Their policy builder is a bad joke, slow, incomplete, and you lose all automations when you need to change even one word. The default policies are quite bad anyway, very long and complex, pushing you to use forms which are not integrated into the platform, so again you have to maintain a duplicate system elsewhere.
Generally speaking, there's no help to keep in sync policies with processes and proofs, and let me tell you it goes out of sync very fast!
Willfully paying for a service that offers SOC 2 reports at 1/5th the usual rate and delivers them in days instead of months and deluding themselves (and others) that it's a proper audit.
Taking cookie cutter policies/controls jamming it into your org without any awareness whatsoever. Acting surprised when employees complain about draconian rules and the audit process is a pain because you wanted to take the shortcut.
Why can't people just do it the proper way the first time? Pay for a reputable auditing firm, write your own policies and implement controls that map to the actual organization, do a gap assessment with the auditing firm so that both parties is aligned on expectations, and spend the necessary time to undergo the audit. Getting it should be a milestone if you actually take it seriously and have a modicum of professionalism.
In my eyes, audits should be a trust exercise. You trust that your organization is organized in a way that meets standards (by doing the work) and the auditors trust that you aren't faking your evidence. As someone who has to regularly vet countless new software purchases, SOC 2 actually serves a role. Does anyone have a better idea of getting third party validation of how another company operates? Like sending them tons of questionnaires is the solution?
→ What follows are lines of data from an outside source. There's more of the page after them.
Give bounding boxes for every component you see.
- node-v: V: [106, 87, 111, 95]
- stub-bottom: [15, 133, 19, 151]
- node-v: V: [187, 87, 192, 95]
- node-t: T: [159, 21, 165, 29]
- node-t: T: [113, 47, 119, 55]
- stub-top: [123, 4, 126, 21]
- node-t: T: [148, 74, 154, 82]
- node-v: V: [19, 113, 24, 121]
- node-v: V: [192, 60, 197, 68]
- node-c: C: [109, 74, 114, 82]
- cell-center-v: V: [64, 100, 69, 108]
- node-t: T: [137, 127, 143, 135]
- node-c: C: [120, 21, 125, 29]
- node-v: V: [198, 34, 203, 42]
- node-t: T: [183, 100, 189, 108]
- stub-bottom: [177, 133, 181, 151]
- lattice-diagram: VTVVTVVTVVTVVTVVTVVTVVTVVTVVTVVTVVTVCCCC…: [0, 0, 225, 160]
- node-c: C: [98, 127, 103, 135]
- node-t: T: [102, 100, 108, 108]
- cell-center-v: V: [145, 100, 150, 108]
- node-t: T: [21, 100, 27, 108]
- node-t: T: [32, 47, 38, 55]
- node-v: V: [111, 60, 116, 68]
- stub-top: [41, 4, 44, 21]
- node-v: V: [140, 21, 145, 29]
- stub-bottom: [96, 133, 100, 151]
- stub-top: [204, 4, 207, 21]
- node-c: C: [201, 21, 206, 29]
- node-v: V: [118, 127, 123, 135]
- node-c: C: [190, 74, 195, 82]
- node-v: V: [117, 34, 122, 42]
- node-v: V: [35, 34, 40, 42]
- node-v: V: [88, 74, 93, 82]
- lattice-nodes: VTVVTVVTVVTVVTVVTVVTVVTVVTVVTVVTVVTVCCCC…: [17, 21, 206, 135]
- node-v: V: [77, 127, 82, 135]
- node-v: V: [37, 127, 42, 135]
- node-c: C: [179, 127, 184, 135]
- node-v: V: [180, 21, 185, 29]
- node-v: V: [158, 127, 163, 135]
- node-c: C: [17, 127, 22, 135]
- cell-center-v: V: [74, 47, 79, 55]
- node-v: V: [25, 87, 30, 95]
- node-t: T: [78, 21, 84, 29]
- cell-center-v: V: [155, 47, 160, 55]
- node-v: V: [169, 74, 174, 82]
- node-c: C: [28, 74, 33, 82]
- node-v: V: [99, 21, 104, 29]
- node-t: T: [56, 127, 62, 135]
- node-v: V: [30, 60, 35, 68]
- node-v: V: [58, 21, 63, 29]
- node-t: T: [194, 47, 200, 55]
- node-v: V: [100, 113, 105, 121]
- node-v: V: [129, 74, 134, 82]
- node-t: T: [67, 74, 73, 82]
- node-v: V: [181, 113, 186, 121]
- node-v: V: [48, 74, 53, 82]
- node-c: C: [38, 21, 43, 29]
All this just breaks that trust by facilitating certification mills. Another example of fraud stemming from a country that churns out fake degrees, fake papers, fake conferences, and fake references.
Should we worry about AI startup customer data…
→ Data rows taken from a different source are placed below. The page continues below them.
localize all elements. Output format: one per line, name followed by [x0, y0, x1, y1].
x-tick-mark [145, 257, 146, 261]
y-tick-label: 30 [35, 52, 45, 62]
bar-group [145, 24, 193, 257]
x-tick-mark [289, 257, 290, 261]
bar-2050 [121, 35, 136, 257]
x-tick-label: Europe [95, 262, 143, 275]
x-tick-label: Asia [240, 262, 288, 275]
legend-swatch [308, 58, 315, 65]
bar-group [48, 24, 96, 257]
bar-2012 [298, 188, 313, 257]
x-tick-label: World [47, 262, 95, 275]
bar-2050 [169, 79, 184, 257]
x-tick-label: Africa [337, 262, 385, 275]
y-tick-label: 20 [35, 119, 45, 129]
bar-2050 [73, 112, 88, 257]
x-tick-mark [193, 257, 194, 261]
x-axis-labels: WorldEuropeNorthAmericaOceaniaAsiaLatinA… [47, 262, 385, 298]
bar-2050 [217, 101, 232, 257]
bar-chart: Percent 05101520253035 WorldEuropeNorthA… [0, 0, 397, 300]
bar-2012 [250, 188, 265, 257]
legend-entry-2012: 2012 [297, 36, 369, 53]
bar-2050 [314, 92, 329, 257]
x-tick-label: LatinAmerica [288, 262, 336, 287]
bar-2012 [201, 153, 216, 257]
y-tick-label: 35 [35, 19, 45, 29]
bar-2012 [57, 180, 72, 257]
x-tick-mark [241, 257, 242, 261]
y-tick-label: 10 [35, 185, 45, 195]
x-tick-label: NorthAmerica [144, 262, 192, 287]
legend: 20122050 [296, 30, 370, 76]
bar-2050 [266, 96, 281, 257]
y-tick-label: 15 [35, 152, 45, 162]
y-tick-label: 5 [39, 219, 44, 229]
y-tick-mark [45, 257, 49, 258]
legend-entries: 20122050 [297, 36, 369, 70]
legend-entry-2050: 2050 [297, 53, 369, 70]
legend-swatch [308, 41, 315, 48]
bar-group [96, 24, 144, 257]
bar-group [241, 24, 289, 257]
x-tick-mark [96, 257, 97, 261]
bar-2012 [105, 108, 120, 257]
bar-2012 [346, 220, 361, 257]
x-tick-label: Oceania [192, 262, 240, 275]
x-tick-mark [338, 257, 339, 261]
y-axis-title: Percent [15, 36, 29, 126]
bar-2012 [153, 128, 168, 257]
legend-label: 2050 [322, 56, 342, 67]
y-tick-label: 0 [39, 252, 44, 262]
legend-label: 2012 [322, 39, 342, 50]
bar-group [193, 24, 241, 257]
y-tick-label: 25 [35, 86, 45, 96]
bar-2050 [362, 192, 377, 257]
The rookie mistake they made is they forgot to bribe the regulators with promises of future job offers.
Never heard of any of them except Loveable.
They have a billboard with the copy "Compliance before you tell your parents you dropped out of MIT"
I don't think that's true. I didn't get into any elite schools unlike almost all of them.
Guys guys, if only it had some of that real AI it would be all good!!
I hope that with LLMs, answering security questionnaires will be much less time consuming for companies and less would opt out to get a full blown SOC2 cert. But it will probably play the other way.